On what was once a thriving floodplain in north-west Victoria, the skeletons of hundreds of dead black box trees signal an ecosystem in trouble.
The site, known as Hattah North, is part of Hattah-Kulkyne National Park, one of the most biologically diverse parks in Victoria.
It is home to 57 species listed as threatened in the state and several nationally listed species, including the Mallee fowl, regent parrot and Mallee emu wren.
Its future, and that of eight other Victorian floodplain ecosystems, was thrust into uncertainty last week after the Victorian and federal governments reached a stalemate over the Murray-Darling Basin Plan.
Political stalemate
Unless Victoria signs on to an extension of the plan ushered in by the federal government last week, the Commonwealth has refused to provide hundreds of millions of dollars in funding for Victoria’s Floodplain Restoration Projects, also known as Sustainable Diversion Limit Adjustment Mechanism (SDLAM) projects.
Victoria is the only basin state that hasn’t agreed to the plan.
Victorian water minister Harriet Shing said she was unable to sign up because she believed federal buybacks of irrigation water for the environment, which have been made possible under the amended plan, would hurt Victorian communities.
“Our position on buybacks has been absolutely clear. For years now we opposed them on the basis that they harm communities,” Ms Shing said.
She said Victoria’s SDLAM projects were now caught in a political limbo.
“It’s somewhat curious that [the federal government is] saying unless we sign up [to the basin plan extension], they’re not going to fund projects that deliver for Victorian environments, which is the whole point of the plan in the first place,” she said.
Without funding, Ms Shing said Hattah North would be in serious trouble.
“Unless [Hattah North] gets water to where it is needed in a gentle and consistent way, the ecosystem doesn’t develop the resilience that it needs and won’t have the adaptation to climate change,” Ms Shing said.
A spokesperson for Environment and Water Minister Tanya Plibersek said in a statement the federal government had offered a funding arrangement for these projects “that the Victorian government has refused”.
“All other states have agreed and will receive federal funding for their SDLAM projects,” the spokesperson said.
Regulated wetlands
If Victoria were to receive funding for the projects, it would install a series of pipes and regulators to pump water to Hattah North and eight other sites.
Ms Shing claimed Victoria’s proposal would rescue the sites from a slow death and save 72.5 gigalitres of water — the equivalent of 29,000 Olympic-sized swimming pools — which would otherwise have been needed to push floodwater out across floodplains in a natural flooding event.
“Floodplain management projects are of crucial importance to delivering water to areas just like this, and we know that using pumps and regulators can get water onto floodplains to protect and to help around 1,400 hectares of really precious environmental land,” she said.
Any water saved by the projects would count towards a basin-wide target of 605GL in water savings for the environment under the Murray Darling Basin Plan.
Irrigators concerned
Sunraysia grape grower Peter Ebner said he was concerned that if the SDLAM projects did not go ahead, the federal government could look to recover the proposed 72.5GL in environmental water savings from the Sunraysia, Robinvale and Torrumbarry irrigation communities.
“These projects are pretty critical. And I just wish [the state and federal governments would] stop mucking around and get on with it,” he said.
“When I heard the [Victorian water] minister was coming to town I fully expected that the state and the Commonwealth might have come to some form of agreement to make sure that the SDLAM projects in the Mallee would proceed,” he said.
Environmental benefits questioned
Environment Victoria healthy rivers campaigner Tyler Rotche welcomed the shelving of the projects, and said he was hopeful it could lead to a better environmental outcome.
“The projects are environmentally dubious,” he said.
“The projects themselves, what they do on the landscape is they’re really engineered wetlands: redgum irrigation ponds.
“It’s not only changing the environment, but it’s potentially creating conditions where [the invasive species] carp can do even better. So it’s really dangerous in that regard.
“What we’re talking about is really clearing hundreds of old trees, and then building levees on the floodplain and changing how the water flows there. And ultimately, for the purpose of an offset, so leaving less water in the river.”
Mr Rotche said he would prefer to see funding put into infrastructure projects like raising roads and bridges to allow higher natural flows along the Murray River, which would naturally push water out into floodplains.
“One of the things we’ve been asking the whole time is that as much funding as possible is put towards that work of relaxing constraints … that would have such a benefit for the entire river system,” Mr Rotche said.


§ DIRECTIONS
Return the data exactly, without pictures.

Entries from a dataset of interfaces
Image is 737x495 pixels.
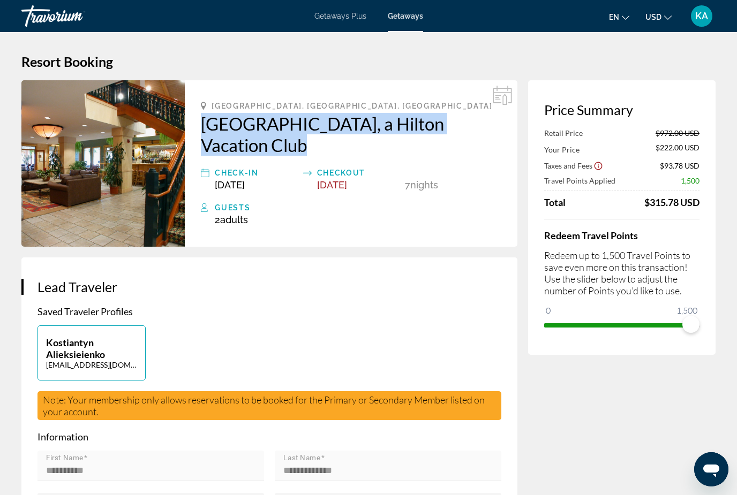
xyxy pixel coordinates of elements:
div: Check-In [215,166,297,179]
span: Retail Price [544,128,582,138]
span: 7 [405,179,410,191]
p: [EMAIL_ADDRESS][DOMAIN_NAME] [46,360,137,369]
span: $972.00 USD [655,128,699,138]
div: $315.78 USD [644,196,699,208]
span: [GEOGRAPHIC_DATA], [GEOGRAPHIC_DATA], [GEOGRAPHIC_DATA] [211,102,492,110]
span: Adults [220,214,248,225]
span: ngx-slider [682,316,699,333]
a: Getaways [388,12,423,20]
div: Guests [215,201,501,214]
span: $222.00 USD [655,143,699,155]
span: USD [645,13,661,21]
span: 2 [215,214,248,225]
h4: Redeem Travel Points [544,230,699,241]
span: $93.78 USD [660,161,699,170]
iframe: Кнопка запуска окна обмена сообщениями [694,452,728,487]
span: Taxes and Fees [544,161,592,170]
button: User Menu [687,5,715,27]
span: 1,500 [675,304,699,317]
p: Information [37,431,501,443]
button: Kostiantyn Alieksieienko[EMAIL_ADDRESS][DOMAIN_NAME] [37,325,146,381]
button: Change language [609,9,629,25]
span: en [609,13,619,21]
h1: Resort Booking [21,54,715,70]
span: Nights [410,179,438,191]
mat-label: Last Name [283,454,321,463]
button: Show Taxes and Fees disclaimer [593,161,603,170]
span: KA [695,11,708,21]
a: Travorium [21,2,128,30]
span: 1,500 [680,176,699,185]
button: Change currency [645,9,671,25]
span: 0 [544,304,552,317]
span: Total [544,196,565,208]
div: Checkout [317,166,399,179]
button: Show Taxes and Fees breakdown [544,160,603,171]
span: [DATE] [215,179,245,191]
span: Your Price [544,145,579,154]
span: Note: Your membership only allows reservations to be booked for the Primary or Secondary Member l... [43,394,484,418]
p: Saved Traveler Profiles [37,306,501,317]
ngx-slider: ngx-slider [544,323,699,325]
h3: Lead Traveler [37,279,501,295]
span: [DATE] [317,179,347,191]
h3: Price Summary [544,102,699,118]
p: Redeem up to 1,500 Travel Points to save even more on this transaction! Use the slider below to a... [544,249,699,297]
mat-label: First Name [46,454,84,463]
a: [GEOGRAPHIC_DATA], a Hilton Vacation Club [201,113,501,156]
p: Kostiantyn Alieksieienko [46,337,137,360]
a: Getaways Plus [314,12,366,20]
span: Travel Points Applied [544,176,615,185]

§ ANSWER SECTION
Image is 737x495 pixels.
xyxy pixel coordinates of elements:
div: Check-In [215,166,297,179]
span: Retail Price [544,128,582,138]
span: 7 [405,179,410,191]
p: [EMAIL_ADDRESS][DOMAIN_NAME] [46,360,137,369]
span: $972.00 USD [655,128,699,138]
div: $315.78 USD [644,196,699,208]
span: [GEOGRAPHIC_DATA], [GEOGRAPHIC_DATA], [GEOGRAPHIC_DATA] [211,102,492,110]
span: Adults [220,214,248,225]
span: ngx-slider [682,316,699,333]
a: Getaways [388,12,423,20]
div: Guests [215,201,501,214]
span: $222.00 USD [655,143,699,155]
span: USD [645,13,661,21]
span: 2 [215,214,248,225]
h4: Redeem Travel Points [544,230,699,241]
span: $93.78 USD [660,161,699,170]
iframe: Кнопка запуска окна обмена сообщениями [694,452,728,487]
span: Taxes and Fees [544,161,592,170]
button: User Menu [687,5,715,27]
span: 1,500 [675,304,699,317]
p: Information [37,431,501,443]
button: Kostiantyn Alieksieienko[EMAIL_ADDRESS][DOMAIN_NAME] [37,325,146,381]
button: Change language [609,9,629,25]
span: en [609,13,619,21]
h1: Resort Booking [21,54,715,70]
span: Nights [410,179,438,191]
mat-label: Last Name [283,454,321,463]
button: Show Taxes and Fees disclaimer [593,161,603,170]
span: KA [695,11,708,21]
a: Travorium [21,2,128,30]
span: 1,500 [680,176,699,185]
button: Change currency [645,9,671,25]
span: 0 [544,304,552,317]
span: Total [544,196,565,208]
div: Checkout [317,166,399,179]
button: Show Taxes and Fees breakdown [544,160,603,171]
span: [DATE] [215,179,245,191]
span: Your Price [544,145,579,154]
span: Note: Your membership only allows reservations to be booked for the Primary or Secondary Member l... [43,394,484,418]
p: Saved Traveler Profiles [37,306,501,317]
ngx-slider: ngx-slider [544,323,699,325]
h3: Lead Traveler [37,279,501,295]
span: [DATE] [317,179,347,191]
h3: Price Summary [544,102,699,118]
p: Redeem up to 1,500 Travel Points to save even more on this transaction! Use the slider below to a... [544,249,699,297]
mat-label: First Name [46,454,84,463]
a: [GEOGRAPHIC_DATA], a Hilton Vacation Club [201,113,501,156]
p: Kostiantyn Alieksieienko [46,337,137,360]
a: Getaways Plus [314,12,366,20]
span: Travel Points Applied [544,176,615,185]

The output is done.